Review of Hiroshima Mon Amour (1959) by Todd J — 19 Jan 2008
Alain Resnais directs what is quite possibly the most influential of the French New Wavers as far as enduring cinematic innovation is concerned. Of course, the innovations made here aren't repeated in popular film per se, but when the ways in which this film uses fleeting flashbacks and a by the moment, spread from the center narrative are still being called "inventive" in modern flicks like Memento, it's hard to underscore the advances that the film helped make.

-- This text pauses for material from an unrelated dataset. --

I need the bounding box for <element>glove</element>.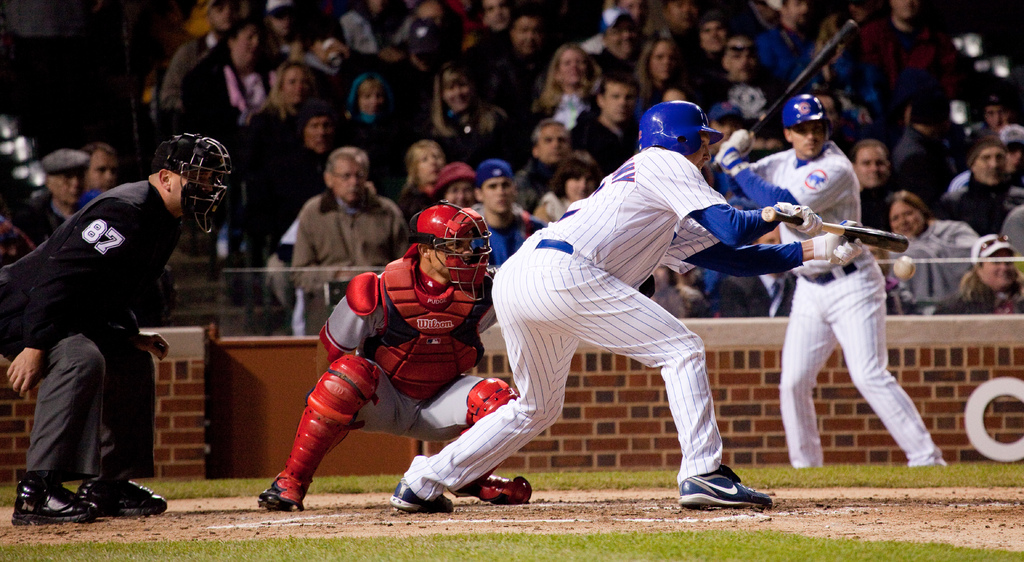
Here it is: <box>774,199,824,235</box>.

Of course, technical innovation is not all to be said about it. What I find perhaps more engaging than anything is the way in which the film manages to address both the personal and the political side of World War II's aftermath without becoming sobby, overemotive, or overbearing with its combining of these two elements.

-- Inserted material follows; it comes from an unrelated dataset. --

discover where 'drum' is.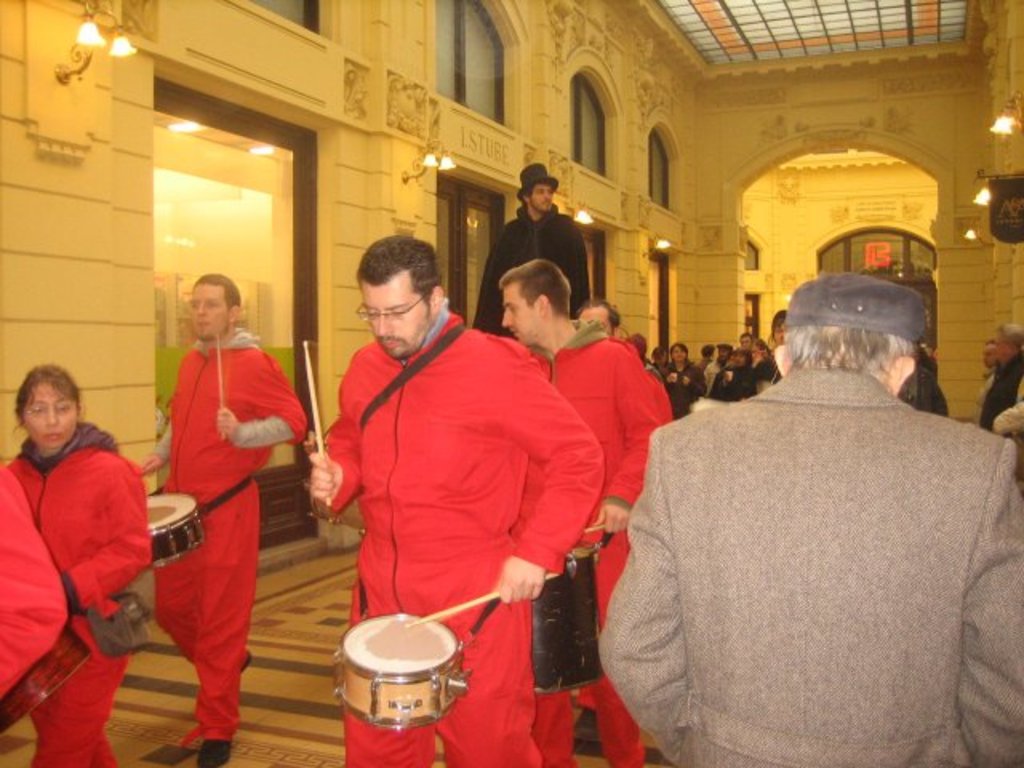
Discovered at bbox=[146, 494, 202, 566].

Somehow, Resnais and screenwriter Marguerite Duras place two characters into greater terms without sacrificing, for even a second, the integrity of the characterizations. Yet, through that narrative, the film addresses the emotional rip after the war and even manages to place all of these emotions into one large, all-encompassing frame: the inevitability of forgetfulness.

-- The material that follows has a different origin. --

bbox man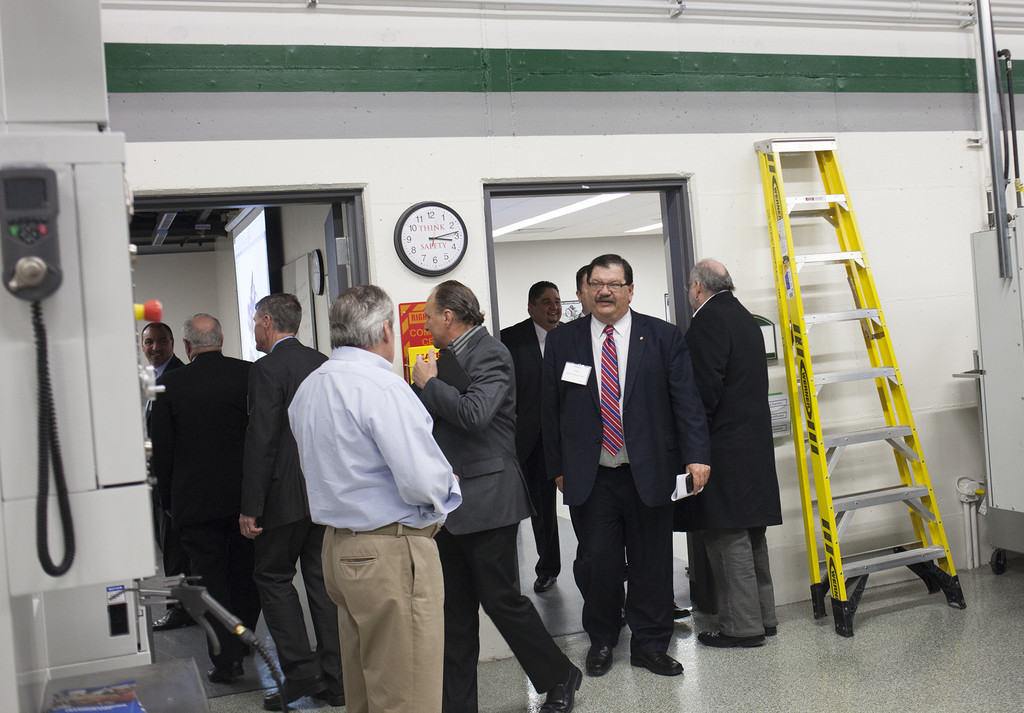
150:313:257:683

How can we forget the horror of Hiroshima? A lost lover? A family? A cultural legacy? Well, due to the film's concentration of filmic answers to these questions (in one particularly affective scene, the young French woman walks through a Hiroshima museum, looking at photographs of the aftermath.
..and of course, the film itself, in part, serves as a document of the war), it's fairly safe to say that nothing will be completely lost to the unintentional decay of memory. Then again, can photos really make us feel these things? Can my feelings of revulsion and horror at the sights of Hiroshima really pay any kind of justice to the thousands of dead and mutilated? That said, the film also concerns itself with a tangible, compelling narrative from which everything else flows, that narrative being about an affair between a Japanese businessman and a young Frenchwoman with a vague past.
These scenes are full of the light, seemingly whimsy but completely devastating implications that wannabe New Wave directors like Wes Anderson or Sofia Coppola could only dream of being able to understand, let alone put to film.
The famous cafe scene in which the two drink while unraveling backstory against the backdrop of neon, vibrant Hiroshima, also says a great deal about reconstruction (which, in Japan, is perhaps the most dramatic of anywhere after the war) as we have two characters relating about the scars that the war has left while uninhibited and successful progress goes on as a result (or a side-effect) of the daily atrocities being left behind.
And with all of that said, the film remains optimistic, examining both the explosion of production out of Japan and the cultural comingling that occurred in great amounts after the war. Although it's little more than a wannabe academic keyword now, globalization is certainly a key facet of this flick, but with everything else piled upon it, predicting the future is just one trick in this film's wide and deep bag.
What else could you ask for? ***** out've *****.
This review of Hiroshima Mon Amour (1959) was written by Todd J on 19 Jan 2008.
Hiroshima Mon Amour has generally received very positive reviews.